After relaying
the news and meeting details to Velaria, Arianna left the store and climbed
into her sporty BMW Z4 and headed home. The car was a gift from her father
right after she had gotten her licence. A sharp spike of pain stabbed at her
heart when the thought reminded her that the Lamborghini Gabriel had gotten as
his present was still in the garage, gathering dust that marked the years since
its owner’s passing.
Even though two years had passed, she still felt as if it
was just yesterday that she was standing next to her beloved twin’s coffin, her
slim fingers clutching the steering
wheel so hard that her knuckles turned
white and threatened to damage the leather. The look on his face had been serene;
his lips had been curved in a small smile, even in death he laughed at the
world. Smiling in the face of death. She shook her head to clear it as tears
trickled down unbidden to wet her cheeks. The pain was still as great as the
day he had left, and the wound was still raw despite the years that had passed.
She doubted if she could ever forget the day they put Gabriel into the damp
ground of their family’s necropolis. The sky was blanketed with dark clouds
that were just waiting to burst and shower them with rain. Both her elder
brothers and her sister were there, their heads bowed and faces streaked with
tears, her parents stayed until the Reagent finished the eulogy before they
left to attend their busy schedule, their faces utterly devoid of emotion.What kind of parents just leaves their own
child’s funeral before he’s even in the ground? Can’t you clear your schedule
for just a few hours or did Gabriel mean so little to you? A hard knot of
anger balled up inside her chest and choked the remaining tears that flowed
from her eyes.
Growing up, Gabriel and Arianna didn’t have the luxury of spending quality time with their parents like other children, more often than not, spending time with their parents meant seeing their parents at work and sitting quietly so that they could finish some order or answer a phone call, or so they were told by their secretaries whenever they had to cancel on them; which was almost every day. After some time they didn’t even need to call. They just gave up trying. But that didn’t matter to Gabriel or Arianna as long as Kyrian, Hunter, and Leah were at the dinner table. For as long as she could remember it was these three faces that greeted the both of them in place of their parents, always with that familiar warmth and comforting presence that they’d had since the twins were young.
Together the five of them would exchange stories of their day and joke with each other, the elder ones trying to make up for the absence of their parents and pretending that everything was normal. In truth, they were the only ones whom the twins really considered family. Their parents were mere figureheads, non-existent unless it came to functions which required them to attend as a family. Only then did they emerge from the dim shadows of the twins memories, and for those few hours of the function or event, they were flesh and blood parents that made up their supposedly happy family. After those few hours, they simply faded into the background of the twins’ lives as if they had never existed again.
Although Gabriel’s bright smile was absent from the table now, the tradition had never changed in the slightest. Every day they would sit down for meals together, be it breakfast, tea, or supper, but of course that was entirely depending on everyone’s schedule. As soon as Gabriel’s mahogany coffin touched the ground and the first few clods of earth were thrown on top of the coffin, the clouds burst with a violent thunderclap and everyone ran towards their tinted limousines to escape the rain, leaving Arianna looking up at the sky as the rain seeped through her clothes and grief soaked her bones.
Growing up, Gabriel and Arianna didn’t have the luxury of spending quality time with their parents like other children, more often than not, spending time with their parents meant seeing their parents at work and sitting quietly so that they could finish some order or answer a phone call, or so they were told by their secretaries whenever they had to cancel on them; which was almost every day. After some time they didn’t even need to call. They just gave up trying. But that didn’t matter to Gabriel or Arianna as long as Kyrian, Hunter, and Leah were at the dinner table. For as long as she could remember it was these three faces that greeted the both of them in place of their parents, always with that familiar warmth and comforting presence that they’d had since the twins were young.
Together the five of them would exchange stories of their day and joke with each other, the elder ones trying to make up for the absence of their parents and pretending that everything was normal. In truth, they were the only ones whom the twins really considered family. Their parents were mere figureheads, non-existent unless it came to functions which required them to attend as a family. Only then did they emerge from the dim shadows of the twins memories, and for those few hours of the function or event, they were flesh and blood parents that made up their supposedly happy family. After those few hours, they simply faded into the background of the twins’ lives as if they had never existed again.
Although Gabriel’s bright smile was absent from the table now, the tradition had never changed in the slightest. Every day they would sit down for meals together, be it breakfast, tea, or supper, but of course that was entirely depending on everyone’s schedule. As soon as Gabriel’s mahogany coffin touched the ground and the first few clods of earth were thrown on top of the coffin, the clouds burst with a violent thunderclap and everyone ran towards their tinted limousines to escape the rain, leaving Arianna looking up at the sky as the rain seeped through her clothes and grief soaked her bones.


Exercise » Your copy should match the records exactly, except that no pictures appear in it.

Records to use »
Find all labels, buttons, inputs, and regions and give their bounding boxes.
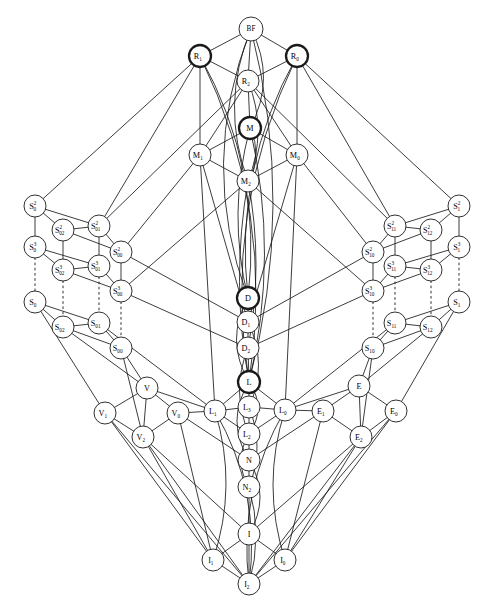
graph-node-s11[interactable]: S11 [384, 312, 406, 334]
node-label: L [246, 378, 251, 387]
graph-edge [297, 56, 459, 206]
graph-node-l[interactable]: L [238, 371, 260, 393]
graph-node-s1_2[interactable]: S21 [448, 195, 470, 217]
graph-edge [285, 437, 361, 560]
graph-node-s11_2[interactable]: S211 [384, 215, 406, 237]
graph-edge [143, 437, 249, 584]
graph-edge [121, 291, 248, 348]
graph-edge [248, 81, 395, 226]
graph-edge [285, 155, 297, 410]
graph-node-s10_3[interactable]: S310 [362, 280, 384, 302]
node-label: S20 [29, 200, 37, 212]
graph-node-r1[interactable]: R1 [189, 45, 211, 67]
graph-node-m2[interactable]: M2 [237, 170, 259, 192]
graph-edge [285, 411, 323, 560]
graph-node-s1[interactable]: S1 [448, 291, 470, 313]
graph-edge [297, 155, 373, 252]
graph-node-e[interactable]: E [348, 375, 370, 397]
graph-edge [178, 413, 213, 560]
graph-node-m0[interactable]: M0 [286, 144, 308, 166]
graph-edge [99, 56, 200, 226]
graph-node-l0[interactable]: L0 [274, 399, 296, 421]
graph-node-n[interactable]: N [238, 449, 260, 471]
graph-node-l3[interactable]: L3 [238, 396, 260, 418]
node-label: S31 [453, 241, 461, 253]
graph-edge [248, 291, 373, 348]
graph-edge [143, 437, 249, 534]
graph-node-i1[interactable]: I1 [202, 549, 224, 571]
node-layer: BFR1R0R2MM1M0M2S20S202S201S30S200S302S30… [24, 17, 470, 595]
graph-node-s1_3[interactable]: S31 [448, 236, 470, 258]
graph-node-i0[interactable]: I0 [274, 549, 296, 571]
graph-node-e2[interactable]: E2 [350, 426, 372, 448]
graph-edge [35, 56, 200, 206]
graph-node-d1[interactable]: D1 [237, 311, 259, 333]
graph-edge [297, 56, 395, 226]
graph-edge [200, 155, 215, 411]
diagram-canvas: BFR1R0R2MM1M0M2S20S202S201S30S200S302S30… [0, 0, 494, 606]
graph-node-s02_2[interactable]: S202 [52, 219, 74, 241]
graph-node-m[interactable]: M [239, 117, 261, 139]
graph-edge [249, 437, 361, 534]
node-label: S21 [453, 200, 461, 212]
node-label: D [245, 294, 251, 303]
graph-node-d[interactable]: D [237, 287, 259, 309]
graph-node-s01_2[interactable]: S201 [88, 215, 110, 237]
graph-node-i2[interactable]: I2 [238, 573, 260, 595]
graph-node-m1[interactable]: M1 [189, 144, 211, 166]
graph-edge [223, 29, 251, 298]
graph-edge [248, 181, 373, 291]
graph-node-s02[interactable]: S02 [52, 316, 74, 338]
node-label: S30 [29, 241, 37, 253]
graph-node-s00[interactable]: S00 [110, 337, 132, 359]
node-label: V [144, 384, 150, 393]
graph-node-s12_3[interactable]: S312 [420, 259, 442, 281]
graph-edge [143, 437, 213, 560]
graph-node-v[interactable]: V [136, 377, 158, 399]
graph-edge [285, 411, 396, 560]
graph-node-s0_2[interactable]: S20 [24, 195, 46, 217]
graph-node-v0[interactable]: V0 [167, 402, 189, 424]
node-label: M [246, 124, 254, 133]
graph-edge [121, 252, 248, 322]
graph-node-s00_2[interactable]: S200 [110, 241, 132, 263]
graph-node-e1[interactable]: E1 [312, 400, 334, 422]
graph-edge [105, 413, 249, 584]
graph-node-l1[interactable]: L1 [204, 400, 226, 422]
graph-node-i[interactable]: I [238, 523, 260, 545]
graph-node-bf[interactable]: BF [239, 17, 263, 41]
graph-edge [248, 252, 373, 322]
node-label: E [356, 382, 361, 391]
graph-node-s11_3[interactable]: S311 [384, 255, 406, 277]
graph-node-r0[interactable]: R0 [286, 45, 308, 67]
graph-node-d2[interactable]: D2 [237, 337, 259, 359]
graph-node-s02_3[interactable]: S302 [52, 259, 74, 281]
node-label: BF [247, 25, 256, 33]
graph-edge [213, 411, 226, 560]
graph-node-e0[interactable]: E0 [385, 400, 407, 422]
graph-node-s12_2[interactable]: S212 [420, 219, 442, 241]
graph-node-s00_3[interactable]: S300 [110, 280, 132, 302]
lattice-graph: BFR1R0R2MM1M0M2S20S202S201S30S200S302S30… [0, 0, 494, 606]
graph-node-r2[interactable]: R2 [237, 70, 259, 92]
graph-edge [121, 181, 248, 291]
graph-node-n2[interactable]: N2 [238, 476, 260, 498]
graph-node-s0[interactable]: S0 [24, 291, 46, 313]
graph-edge [273, 410, 285, 560]
graph-node-v1[interactable]: V1 [94, 402, 116, 424]
graph-node-v2[interactable]: V2 [132, 426, 154, 448]
graph-node-l2[interactable]: L2 [238, 423, 260, 445]
graph-edge [249, 437, 361, 584]
graph-node-s01[interactable]: S01 [88, 312, 110, 334]
graph-edge [99, 323, 215, 411]
graph-node-s10_2[interactable]: S210 [362, 241, 384, 263]
graph-edge [285, 323, 395, 410]
graph-node-s10[interactable]: S10 [362, 337, 384, 359]
node-label: N [246, 456, 252, 465]
graph-node-s0_3[interactable]: S30 [24, 236, 46, 258]
graph-edge [63, 327, 147, 388]
node-label: I [248, 530, 251, 539]
graph-node-s12[interactable]: S12 [420, 316, 442, 338]
graph-node-s01_3[interactable]: S301 [88, 255, 110, 277]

Answer section »
Find all labels, buttons, inputs, and regions and give their bounding boxes.
graph-node-s11[interactable]: S11 [384, 312, 406, 334]
node-label: L [246, 378, 251, 387]
graph-edge [297, 56, 459, 206]
graph-node-l[interactable]: L [238, 371, 260, 393]
graph-node-s1_2[interactable]: S21 [448, 195, 470, 217]
graph-edge [285, 437, 361, 560]
graph-node-s11_2[interactable]: S211 [384, 215, 406, 237]
graph-edge [143, 437, 249, 584]
graph-edge [121, 291, 248, 348]
graph-edge [248, 81, 395, 226]
graph-edge [285, 155, 297, 410]
graph-node-s10_3[interactable]: S310 [362, 280, 384, 302]
node-label: S20 [29, 200, 37, 212]
graph-node-r1[interactable]: R1 [189, 45, 211, 67]
graph-node-m2[interactable]: M2 [237, 170, 259, 192]
graph-edge [285, 411, 323, 560]
graph-node-s1[interactable]: S1 [448, 291, 470, 313]
graph-edge [297, 155, 373, 252]
graph-node-e[interactable]: E [348, 375, 370, 397]
graph-edge [178, 413, 213, 560]
graph-node-m0[interactable]: M0 [286, 144, 308, 166]
graph-edge [99, 56, 200, 226]
graph-node-l0[interactable]: L0 [274, 399, 296, 421]
graph-node-n[interactable]: N [238, 449, 260, 471]
graph-node-l3[interactable]: L3 [238, 396, 260, 418]
node-label: S31 [453, 241, 461, 253]
graph-edge [248, 291, 373, 348]
graph-edge [143, 437, 249, 534]
graph-node-i1[interactable]: I1 [202, 549, 224, 571]
node-layer: BFR1R0R2MM1M0M2S20S202S201S30S200S302S30… [24, 17, 470, 595]
graph-node-s1_3[interactable]: S31 [448, 236, 470, 258]
graph-node-i0[interactable]: I0 [274, 549, 296, 571]
graph-node-e2[interactable]: E2 [350, 426, 372, 448]
graph-edge [35, 56, 200, 206]
graph-node-d1[interactable]: D1 [237, 311, 259, 333]
graph-edge [297, 56, 395, 226]
graph-edge [200, 155, 215, 411]
diagram-canvas: BFR1R0R2MM1M0M2S20S202S201S30S200S302S30… [0, 0, 494, 606]
graph-node-s02_2[interactable]: S202 [52, 219, 74, 241]
graph-node-m[interactable]: M [239, 117, 261, 139]
graph-edge [249, 437, 361, 534]
node-label: S21 [453, 200, 461, 212]
node-label: D [245, 294, 251, 303]
graph-node-d[interactable]: D [237, 287, 259, 309]
graph-node-s01_2[interactable]: S201 [88, 215, 110, 237]
graph-node-i2[interactable]: I2 [238, 573, 260, 595]
graph-node-m1[interactable]: M1 [189, 144, 211, 166]
graph-edge [223, 29, 251, 298]
graph-edge [248, 181, 373, 291]
graph-node-s02[interactable]: S02 [52, 316, 74, 338]
node-label: S30 [29, 241, 37, 253]
graph-node-s00[interactable]: S00 [110, 337, 132, 359]
node-label: V [144, 384, 150, 393]
graph-node-s12_3[interactable]: S312 [420, 259, 442, 281]
graph-edge [143, 437, 213, 560]
graph-node-v[interactable]: V [136, 377, 158, 399]
graph-edge [285, 411, 396, 560]
graph-node-s0_2[interactable]: S20 [24, 195, 46, 217]
graph-node-v0[interactable]: V0 [167, 402, 189, 424]
node-label: M [246, 124, 254, 133]
graph-edge [121, 252, 248, 322]
graph-node-s00_2[interactable]: S200 [110, 241, 132, 263]
graph-node-e1[interactable]: E1 [312, 400, 334, 422]
graph-edge [105, 413, 249, 584]
graph-node-l1[interactable]: L1 [204, 400, 226, 422]
graph-node-i[interactable]: I [238, 523, 260, 545]
graph-node-bf[interactable]: BF [239, 17, 263, 41]
graph-edge [248, 252, 373, 322]
node-label: E [356, 382, 361, 391]
graph-node-s11_3[interactable]: S311 [384, 255, 406, 277]
graph-node-r0[interactable]: R0 [286, 45, 308, 67]
graph-node-d2[interactable]: D2 [237, 337, 259, 359]
graph-node-s02_3[interactable]: S302 [52, 259, 74, 281]
node-label: BF [247, 25, 256, 33]
graph-edge [213, 411, 226, 560]
graph-node-e0[interactable]: E0 [385, 400, 407, 422]
graph-node-s12_2[interactable]: S212 [420, 219, 442, 241]
graph-node-s00_3[interactable]: S300 [110, 280, 132, 302]
lattice-graph: BFR1R0R2MM1M0M2S20S202S201S30S200S302S30… [0, 0, 494, 606]
graph-node-r2[interactable]: R2 [237, 70, 259, 92]
graph-edge [121, 181, 248, 291]
graph-node-n2[interactable]: N2 [238, 476, 260, 498]
graph-node-s0[interactable]: S0 [24, 291, 46, 313]
graph-edge [273, 410, 285, 560]
graph-node-v1[interactable]: V1 [94, 402, 116, 424]
graph-node-v2[interactable]: V2 [132, 426, 154, 448]
graph-node-l2[interactable]: L2 [238, 423, 260, 445]
graph-edge [249, 437, 361, 584]
graph-node-s01[interactable]: S01 [88, 312, 110, 334]
graph-edge [99, 323, 215, 411]
graph-node-s10_2[interactable]: S210 [362, 241, 384, 263]
graph-edge [285, 323, 395, 410]
graph-node-s10[interactable]: S10 [362, 337, 384, 359]
node-label: N [246, 456, 252, 465]
graph-node-s0_3[interactable]: S30 [24, 236, 46, 258]
graph-edge [63, 327, 147, 388]
node-label: I [248, 530, 251, 539]
graph-node-s12[interactable]: S12 [420, 316, 442, 338]
graph-node-s01_3[interactable]: S301 [88, 255, 110, 277]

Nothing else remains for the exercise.